BC NDP says real estate misconduct is to blame for housing unaffordability
The provincial opposition is sure money laundering and speculation are the true causes of housing unaffordability in Metro Vancouver and it’s time to compile some proof. The BC NDP wants the BC government to form a task force to start prosecuting offenders. Leader John Horgan believes the time for study on what’s fueling unaffordability is over. He says it’s things like fraud, tax evasion and money laundering that are to blame and a group to stop it needs to be formed.

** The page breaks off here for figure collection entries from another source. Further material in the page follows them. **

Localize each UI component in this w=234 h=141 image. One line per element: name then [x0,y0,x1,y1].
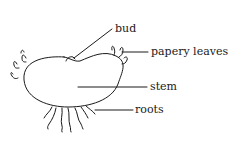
papery-leaf [14,61,19,68]
label-stem: stem [150,81,177,93]
label-papery-leaves: papery leaves [151,46,228,58]
stem-body [24,53,123,107]
stem-diagram: bud papery leaves stem roots [0,0,234,141]
root [44,107,52,118]
papery-leaf [22,55,26,62]
label-roots: roots [135,104,164,116]
root [81,107,88,118]
label-bud: bud [115,23,136,35]
root [61,108,62,132]
papery-leaf [11,73,18,79]
root [68,108,71,132]
root [86,106,95,114]
root [75,108,83,129]
papery-leaf [112,46,115,55]
papery-leaf [21,50,24,53]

Victoria rally gets heated as protesters try to force their way into housing meeting
A protest rally in Victoria got heated as dozens of protesters tried to force their way into a meeting with housing ministers from across the country. About 30 housing advocates shouting “Christy’s cuts are class war!” tried to push past police officers and staff at the Grand Pacific Hotel. They’re demanding the federal government spend more than $10 billion annually to build 77,000 housing units per year in Canada.
B.C. real estate report calls for major increase to fines for misconduct
An independent panel investigating misconduct by B.C. real estate agents is calling for stiffer fines to a maximum of $250,000 for individuals and $500,000 for brokerages. The current maximums are $10,000 and $20,000, respectively. “These will be applied for when individual agents or firms do not treat a consumer fairly,” Carolyn Rogers, B.C.’s superintendent of real estate and panel leader, told a Tuesday morning news briefing that released a long-awaited report. Critics, however, zeroed in on the problem of continuing to allow the Real Estate Council of B.C., which oversees the industry, to be self-regulated, which it has been since 2005.
Victoria homeless camp a symptom of B.C.’s broken housing market
The dramatic leap in housing prices in British Columbia has pumped hundreds of millions of unexpected tax dollars into provincial coffers, but Bert Woldring wonders why so little of it has been shared with the province’s poorest residents. Woldring is among a hundred or so campers who have turned the area behind Victoria’s provincial courthouse into a makeshift tent city.
Calgary housing market shows signs of recovery
Some Calgary homebuilders say their sales numbers are starting to show some signs of improvement after a slowdown caused by the energy sector slump. The latest numbers from Statistics Canada show investment in all types of new housing construction dropped by 28 per cent between April 2015 and April 2016.
But between March and April this year, investment climbed by 8.5 per cent.
Author
Gavin Davidson
Gavin is a media relations consultant and news junkie based out of Collingwood, Ontario.